CREXX

REXX Language implementation

View the Project on GitHub adesutherland/CREXX

The crexx Tool

The crexx tool is the convenience driver for common \crexx{} workflows. It can compile, assemble, execute, link, and package programs without requiring the user to call each toolchain binary by hand.

It is also useful in larger builds because it keeps the release defaults in one place: headerless scripts compile as Level B with rxfnsb imported, native packaging runs through rxlink before rxcpack, and source/binary import paths are passed to the compiler phase consistently.

Use cases

Options

Options are used to differentiate between the choices that can be made while building a program. All options have defaults so that they can be left out in standard cases.

Verbosity

With the default verbosity level the tools behaves in the standard unix way where a lack of messages indicates success. This level can be increased gradually to a full explanation of everything that is done.

Options description

The following options are available (single and double dashes work for all options):

-help
Display help on the usage of this tool.
-version
Display the version of this tool. This is the same as the compiler and interpretr version.
-exec
Execute the compiled .rxbin under rxvme (default).
-noexec
Compile only; do not execute the resulting .rxbin.
-compile
Compile all REXX program files on the command line to .rxbin files (default).
-nocompile
Skip the rxc and rxas phases and reuse an existing <stem>.rxbin.
-native
Compile to a native executable; default --nonative. This produces an executable file for the current operating system and instruction set architecture. The native route now links the compiled program with rxlink before rxcpack generates C source.
-nonative
Disable native packaging.
-verbose[0-4]
Report on progress; default verbose0, which only issues error messages when the compile fails. Verbose 2 shows the command lines to the toolchain utilities rxc, rxas and rxvme. Verbose 3 includes options and source listings, while verbose 4 includes the contents of the generated assembly code.
-[no]colo[u]r
Enable or disable colourized progress output.
-[no]optimize
Enable or disable optimization.
-keep
Keep compile/link intermediates (default).
-nokeep
Delete compile/link intermediates after the run.
-decimal
Use decimal arithmetic where the driver has to choose arithmetic mode.
-l[library path]
Use a packaged binary/runtime library relative to CREXX_HOME/bin. Runtime/native library loading is separate from the compiler’s -s and -i import-discovery paths.
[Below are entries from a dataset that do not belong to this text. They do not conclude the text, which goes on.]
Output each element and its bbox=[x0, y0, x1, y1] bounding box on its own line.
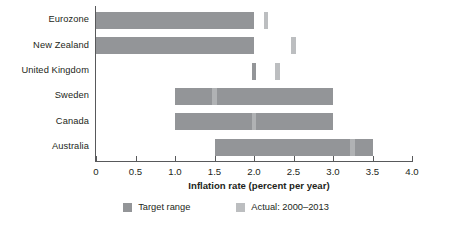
x-tick bbox=[373, 156, 374, 162]
x-axis-title: Inflation rate (percent per year) bbox=[0, 180, 452, 191]
target-range-bar bbox=[175, 88, 333, 105]
actual-value-marker bbox=[212, 88, 217, 105]
chart-legend: Target rangeActual: 2000–2013 bbox=[0, 202, 452, 212]
category-label-united-kingdom: United Kingdom bbox=[21, 65, 89, 75]
legend-label: Target range bbox=[138, 202, 190, 212]
x-tick-label: 2.0 bbox=[247, 166, 260, 177]
x-tick-label: 3.0 bbox=[326, 166, 339, 177]
x-tick bbox=[215, 156, 216, 162]
x-tick bbox=[96, 156, 97, 162]
x-tick-label: 0 bbox=[93, 166, 98, 177]
bars-layer bbox=[96, 8, 412, 160]
x-tick bbox=[254, 156, 255, 162]
x-tick-label: 4.0 bbox=[405, 166, 418, 177]
legend-item: Actual: 2000–2013 bbox=[236, 202, 329, 212]
target-point-marker bbox=[252, 63, 257, 80]
x-tick bbox=[412, 156, 413, 162]
category-label-canada: Canada bbox=[56, 116, 89, 126]
bar-row bbox=[96, 113, 412, 138]
actual-value-marker bbox=[264, 12, 269, 29]
bar-row bbox=[96, 37, 412, 62]
legend-swatch bbox=[236, 203, 245, 212]
category-label-sweden: Sweden bbox=[55, 90, 89, 100]
x-tick bbox=[175, 156, 176, 162]
legend-item: Target range bbox=[123, 202, 190, 212]
category-label-new-zealand: New Zealand bbox=[33, 40, 89, 50]
actual-value-marker bbox=[252, 113, 257, 130]
legend-label: Actual: 2000–2013 bbox=[251, 202, 329, 212]
inflation-target-chart: EurozoneNew ZealandUnited KingdomSwedenC… bbox=[0, 0, 452, 225]
bar-row bbox=[96, 63, 412, 88]
x-tick-label: 1.5 bbox=[208, 166, 221, 177]
x-tick-label: 2.5 bbox=[287, 166, 300, 177]
x-tick bbox=[333, 156, 334, 162]
x-tick bbox=[136, 156, 137, 162]
x-tick-label: 3.5 bbox=[366, 166, 379, 177]
bar-row bbox=[96, 88, 412, 113]
legend-swatch bbox=[123, 203, 132, 212]
category-label-eurozone: Eurozone bbox=[48, 14, 89, 24]
x-tick-label: 1.0 bbox=[168, 166, 181, 177]
actual-value-marker bbox=[291, 37, 296, 54]
x-tick-label: 0.5 bbox=[129, 166, 142, 177]
bar-row bbox=[96, 12, 412, 37]
category-label-australia: Australia bbox=[52, 141, 89, 151]
actual-value-marker bbox=[350, 139, 355, 156]
target-range-bar bbox=[96, 12, 254, 29]
target-range-bar bbox=[96, 37, 254, 54]
x-tick bbox=[294, 156, 295, 162]
target-range-bar bbox=[215, 139, 373, 156]
actual-value-marker bbox=[275, 63, 280, 80]
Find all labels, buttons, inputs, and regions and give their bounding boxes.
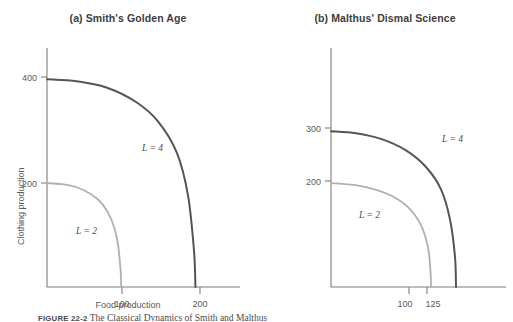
panel-b-curve-L2 — [331, 183, 431, 287]
panel-a-label-L2: L = 2 — [75, 226, 97, 236]
panel-b-xtick-label-100: 100 — [397, 299, 412, 309]
figure-caption: FIGURE 22-2 The Classical Dynamics of Sm… — [38, 313, 267, 322]
panel-a-ytick-label-400: 400 — [22, 73, 37, 83]
panel-b-curve-L4 — [331, 131, 456, 287]
panel-b-xtick-label-125: 125 — [425, 299, 440, 309]
figure-caption-label: FIGURE 22-2 — [38, 314, 87, 322]
panel-a-curve-L4 — [47, 79, 195, 287]
panel-a-plot: 400 200 100 200 L = 4 L = 2 — [14, 38, 242, 300]
panel-b-title: (b) Malthus' Dismal Science — [257, 12, 513, 24]
panel-b: (b) Malthus' Dismal Science 300 200 100 … — [257, 0, 513, 310]
panel-a-svg: 400 200 100 200 L = 4 L = 2 — [14, 38, 242, 300]
panel-a: (a) Smith's Golden Age 400 200 100 200 — [0, 0, 256, 310]
panel-a-ylabel: Clothing production — [16, 167, 26, 245]
panel-b-svg: 300 200 100 125 L = 4 L = 2 — [275, 38, 507, 300]
panel-a-title: (a) Smith's Golden Age — [0, 12, 256, 24]
panel-a-xlabel: Food production — [0, 300, 256, 310]
panel-b-label-L2: L = 2 — [358, 210, 380, 220]
panel-b-plot: 300 200 100 125 L = 4 L = 2 — [275, 38, 507, 300]
panel-b-label-L4: L = 4 — [441, 134, 463, 144]
panel-a-label-L4: L = 4 — [141, 143, 163, 153]
figure-caption-text: The Classical Dynamics of Smith and Malt… — [90, 313, 267, 322]
panel-b-ytick-label-300: 300 — [306, 124, 321, 134]
figure-container: (a) Smith's Golden Age 400 200 100 200 — [0, 0, 513, 322]
panel-b-ytick-label-200: 200 — [306, 177, 321, 187]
For native packaging, crexx now separates -l inputs into two groups:

This keeps the direct interpreter path fast while still producing compact native executables.

-s[path] or --source path
Add an extra source import root for the rxc phase. This is for off-directory .rexx modules that should be visible to source import discovery.
-i[path]
Add an extra raw binary import root for the rxc phase. This is for .rxbin imports discovered during compilation.
--import-rxas
Allow the rxc phase to auto-import .rxas files from binary roots. This is off by default.
--linkmap path
When using -native, ask rxlink to write a link map.
--link-keep-source
When using -native, keep source/file metadata in the linked intermediate instead of using the default stripped output.
--link-keep-inline
When using -native, keep inline-body metadata in the linked intermediate. The native link strips this metadata by default because it is only needed by later compiler imports and debugging/tooling checks.

-s, -i, and --import-rxas are compile-time controls only. They do not automatically add runtime modules to rxvme or to native links. For runtime/native library loading, continue to use -l.

Headerless top-level scripts are still compiled with --level levelb --import rxfnsb.